BEGIN AVAILABLE RECORDS
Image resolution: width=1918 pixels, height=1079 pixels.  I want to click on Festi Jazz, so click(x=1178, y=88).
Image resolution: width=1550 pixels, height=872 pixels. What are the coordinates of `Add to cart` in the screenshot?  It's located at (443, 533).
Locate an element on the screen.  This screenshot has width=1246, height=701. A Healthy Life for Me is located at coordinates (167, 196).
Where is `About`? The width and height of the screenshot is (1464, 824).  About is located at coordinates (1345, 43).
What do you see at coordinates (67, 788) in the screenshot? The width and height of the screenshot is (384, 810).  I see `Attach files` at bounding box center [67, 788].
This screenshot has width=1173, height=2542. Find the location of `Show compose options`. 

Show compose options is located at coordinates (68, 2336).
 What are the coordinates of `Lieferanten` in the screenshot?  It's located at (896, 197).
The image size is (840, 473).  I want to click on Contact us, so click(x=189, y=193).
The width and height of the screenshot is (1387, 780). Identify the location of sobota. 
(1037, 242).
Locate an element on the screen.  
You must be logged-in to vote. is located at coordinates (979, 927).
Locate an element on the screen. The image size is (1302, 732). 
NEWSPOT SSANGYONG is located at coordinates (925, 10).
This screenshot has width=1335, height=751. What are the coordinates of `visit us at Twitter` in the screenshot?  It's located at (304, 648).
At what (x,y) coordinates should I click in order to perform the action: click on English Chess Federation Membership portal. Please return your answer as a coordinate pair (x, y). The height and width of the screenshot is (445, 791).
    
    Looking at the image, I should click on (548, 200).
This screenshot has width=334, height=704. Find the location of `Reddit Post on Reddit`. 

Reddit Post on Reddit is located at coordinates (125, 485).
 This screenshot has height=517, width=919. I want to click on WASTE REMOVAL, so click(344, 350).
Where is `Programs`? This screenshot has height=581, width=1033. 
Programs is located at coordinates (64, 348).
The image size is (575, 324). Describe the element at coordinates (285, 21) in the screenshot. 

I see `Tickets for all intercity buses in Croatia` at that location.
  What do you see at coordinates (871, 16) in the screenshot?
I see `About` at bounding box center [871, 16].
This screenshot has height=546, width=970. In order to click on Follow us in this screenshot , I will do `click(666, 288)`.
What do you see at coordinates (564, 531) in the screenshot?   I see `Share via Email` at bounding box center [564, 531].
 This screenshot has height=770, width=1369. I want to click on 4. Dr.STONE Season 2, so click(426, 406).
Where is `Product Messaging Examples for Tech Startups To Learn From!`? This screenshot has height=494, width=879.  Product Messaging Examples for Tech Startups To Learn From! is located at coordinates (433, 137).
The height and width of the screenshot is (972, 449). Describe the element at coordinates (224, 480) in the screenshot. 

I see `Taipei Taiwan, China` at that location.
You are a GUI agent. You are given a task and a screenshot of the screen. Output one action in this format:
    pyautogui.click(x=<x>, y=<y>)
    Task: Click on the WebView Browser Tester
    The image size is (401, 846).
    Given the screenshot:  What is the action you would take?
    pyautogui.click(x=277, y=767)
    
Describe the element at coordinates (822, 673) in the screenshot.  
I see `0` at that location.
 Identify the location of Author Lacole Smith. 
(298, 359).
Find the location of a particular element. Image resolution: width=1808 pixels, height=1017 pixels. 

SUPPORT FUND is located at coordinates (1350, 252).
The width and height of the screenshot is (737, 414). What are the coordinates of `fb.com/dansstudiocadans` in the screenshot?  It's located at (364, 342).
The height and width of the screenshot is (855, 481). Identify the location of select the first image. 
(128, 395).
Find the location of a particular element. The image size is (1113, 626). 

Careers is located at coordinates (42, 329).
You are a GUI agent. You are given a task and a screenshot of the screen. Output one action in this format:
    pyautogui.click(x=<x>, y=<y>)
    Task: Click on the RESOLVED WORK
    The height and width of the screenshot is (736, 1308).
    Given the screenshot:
END AVAILABLE RECORDS
■ WHAT YOU ARE ASKED TO DO ■
Looking at the entries above, can you reproduce exactly the lines from the one that holds "The image size is (575, 324)." through the one that holds "This screenshot has height=546, width=970.", and only those?

■ SOLUTION FOR THIS TASK ■
The image size is (575, 324). Describe the element at coordinates (285, 21) in the screenshot. 

I see `Tickets for all intercity buses in Croatia` at that location.
  What do you see at coordinates (871, 16) in the screenshot?
I see `About` at bounding box center [871, 16].
This screenshot has height=546, width=970. In order to click on Follow us in this screenshot , I will do `click(666, 288)`.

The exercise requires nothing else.